Does Syntactic Knowledge Transfer Cross-Lingually in Multilingual Neural Language Models?
Prajit Dhar, Arianna Bisazza and Wessel Kraaij


Recent work has shown that multilingual neural models can be successfully trained for tasks such as language modeling (Ostling and Tiedemann, 2017) and translation (Johnson et al. 2017), suggesting that these models learn to share useful knowledge cross-lingually through their learned representations. However, a thorough analysis of such models is still lacking.

We provide an initial analysis of the possible transfer of syntactic knowledge across languages in a bilingual model of next word prediction. Taking psycholinguistic studies (Jarvis and Pavlenko, 2008 and Kootstra et al., 2012) as an inspiration, we evaluate various language models on a recently introduced long-range agreement benchmark (Gulordava et al. 2018). Specifically, we investigate whether training the model on a large corpus of a helper language yields an increased agreement accuracy in the target language, which would be evidence for syntactic transfer. French is taken as the helper language and Italian or Russian as the target languages.

For both target languages, the bilingual models yield small gains with respect to the monolingual target models for naturally occurring sentences, and slightly decrease in accuracy for nonce sentences, suggesting that language relatedness does not matter. Contrary to our expectations, we also observed that words in the helper language are often assigned a considerable probability mass even in target language-only contexts.

This is an extension of our previous work (Dhar and Bisazza 2018) including the new Russian model results and an analysis of the probability distribution by language.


What to work on — Would you repeat each line below exactly, without the pictures?

[Items from a data source]
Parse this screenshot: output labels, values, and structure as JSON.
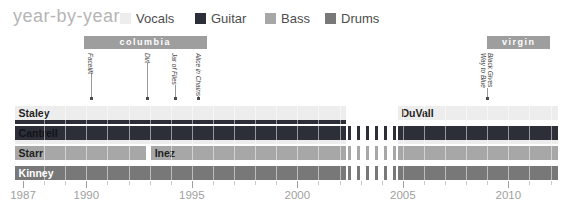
{
  "chart_data": {
    "type": "bar",
    "subtype": "band-membership-gantt-timeline",
    "title": "year-by-year",
    "legend_position": "top",
    "grid": true,
    "legend": [
      {
        "label": "Vocals",
        "role": "vocals",
        "color": "#ededed"
      },
      {
        "label": "Guitar",
        "role": "guitar",
        "color": "#2c2f37"
      },
      {
        "label": "Bass",
        "role": "bass",
        "color": "#a7a7a7"
      },
      {
        "label": "Drums",
        "role": "drums",
        "color": "#787878"
      }
    ],
    "axis": {
      "start_year": 1987,
      "end_year": 2012,
      "tick_interval": 1,
      "labeled_ticks": [
        1987,
        1990,
        1995,
        2000,
        2005,
        2010
      ],
      "text_color": "#9f9f9f"
    },
    "record_labels": [
      {
        "name": "columbia",
        "start": 1989.9,
        "end": 1995.7,
        "color": "#9e9e9e"
      },
      {
        "name": "virgin",
        "start": 2009.0,
        "end": 2012.0,
        "color": "#9e9e9e"
      }
    ],
    "albums": [
      {
        "title": "Facelift",
        "year": 1990.2
      },
      {
        "title": "Dirt",
        "year": 1992.9
      },
      {
        "title": "Jar of Flies",
        "year": 1994.2
      },
      {
        "title": "Alice in Chains",
        "year": 1995.3
      },
      {
        "title": "Black Gives\nWay to Blue",
        "year": 2009.0
      }
    ],
    "hiatus": {
      "start": 2002.4,
      "end": 2004.7
    },
    "rows": [
      {
        "instrument": "Vocals",
        "hiatus_dashes": false,
        "segments": [
          {
            "member": "Staley",
            "role": "vocals",
            "start": 1986.6,
            "end": 2002.3,
            "sub_role": "guitar",
            "text": "#1f1f1f"
          },
          {
            "member": "DuVall",
            "role": "vocals",
            "start": 2004.75,
            "end": 2012.35,
            "text": "#1f1f1f"
          }
        ]
      },
      {
        "instrument": "Guitar",
        "hiatus_dashes": true,
        "segments": [
          {
            "member": "Cantrell",
            "role": "guitar",
            "start": 1986.6,
            "end": 2002.3,
            "sub_role": "vocals",
            "text": "#10131a"
          },
          {
            "member": "",
            "role": "guitar",
            "start": 2004.75,
            "end": 2012.35,
            "sub_role": "vocals"
          }
        ]
      },
      {
        "instrument": "Bass",
        "hiatus_dashes": true,
        "segments": [
          {
            "member": "Starr",
            "role": "bass",
            "start": 1986.6,
            "end": 1992.85,
            "text": "#1f1f1f"
          },
          {
            "member": "Inez",
            "role": "bass",
            "start": 1993.05,
            "end": 2002.3,
            "text": "#1f1f1f"
          },
          {
            "member": "",
            "role": "bass",
            "start": 2004.75,
            "end": 2012.35
          }
        ]
      },
      {
        "instrument": "Drums",
        "hiatus_dashes": true,
        "segments": [
          {
            "member": "Kinney",
            "role": "drums",
            "start": 1986.6,
            "end": 2002.3,
            "text": "#ffffff"
          },
          {
            "member": "",
            "role": "drums",
            "start": 2004.75,
            "end": 2012.35
          }
        ]
      }
    ],
    "marker_style": {
      "line_color": "#9a9a9a",
      "dot_color": "#4a4a4a"
    }
  }
}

Solution for this task —
Parse this screenshot: output labels, values, and structure as JSON.
{
  "chart_data": {
    "type": "bar",
    "subtype": "band-membership-gantt-timeline",
    "title": "year-by-year",
    "legend_position": "top",
    "grid": true,
    "legend": [
      {
        "label": "Vocals",
        "role": "vocals",
        "color": "#ededed"
      },
      {
        "label": "Guitar",
        "role": "guitar",
        "color": "#2c2f37"
      },
      {
        "label": "Bass",
        "role": "bass",
        "color": "#a7a7a7"
      },
      {
        "label": "Drums",
        "role": "drums",
        "color": "#787878"
      }
    ],
    "axis": {
      "start_year": 1987,
      "end_year": 2012,
      "tick_interval": 1,
      "labeled_ticks": [
        1987,
        1990,
        1995,
        2000,
        2005,
        2010
      ],
      "text_color": "#9f9f9f"
    },
    "record_labels": [
      {
        "name": "columbia",
        "start": 1989.9,
        "end": 1995.7,
        "color": "#9e9e9e"
      },
      {
        "name": "virgin",
        "start": 2009.0,
        "end": 2012.0,
        "color": "#9e9e9e"
      }
    ],
    "albums": [
      {
        "title": "Facelift",
        "year": 1990.2
      },
      {
        "title": "Dirt",
        "year": 1992.9
      },
      {
        "title": "Jar of Flies",
        "year": 1994.2
      },
      {
        "title": "Alice in Chains",
        "year": 1995.3
      },
      {
        "title": "Black Gives\nWay to Blue",
        "year": 2009.0
      }
    ],
    "hiatus": {
      "start": 2002.4,
      "end": 2004.7
    },
    "rows": [
      {
        "instrument": "Vocals",
        "hiatus_dashes": false,
        "segments": [
          {
            "member": "Staley",
            "role": "vocals",
            "start": 1986.6,
            "end": 2002.3,
            "sub_role": "guitar",
            "text": "#1f1f1f"
          },
          {
            "member": "DuVall",
            "role": "vocals",
            "start": 2004.75,
            "end": 2012.35,
            "text": "#1f1f1f"
          }
        ]
      },
      {
        "instrument": "Guitar",
        "hiatus_dashes": true,
        "segments": [
          {
            "member": "Cantrell",
            "role": "guitar",
            "start": 1986.6,
            "end": 2002.3,
            "sub_role": "vocals",
            "text": "#10131a"
          },
          {
            "member": "",
            "role": "guitar",
            "start": 2004.75,
            "end": 2012.35,
            "sub_role": "vocals"
          }
        ]
      },
      {
        "instrument": "Bass",
        "hiatus_dashes": true,
        "segments": [
          {
            "member": "Starr",
            "role": "bass",
            "start": 1986.6,
            "end": 1992.85,
            "text": "#1f1f1f"
          },
          {
            "member": "Inez",
            "role": "bass",
            "start": 1993.05,
            "end": 2002.3,
            "text": "#1f1f1f"
          },
          {
            "member": "",
            "role": "bass",
            "start": 2004.75,
            "end": 2012.35
          }
        ]
      },
      {
        "instrument": "Drums",
        "hiatus_dashes": true,
        "segments": [
          {
            "member": "Kinney",
            "role": "drums",
            "start": 1986.6,
            "end": 2002.3,
            "text": "#ffffff"
          },
          {
            "member": "",
            "role": "drums",
            "start": 2004.75,
            "end": 2012.35
          }
        ]
      }
    ],
    "marker_style": {
      "line_color": "#9a9a9a",
      "dot_color": "#4a4a4a"
    }
  }
}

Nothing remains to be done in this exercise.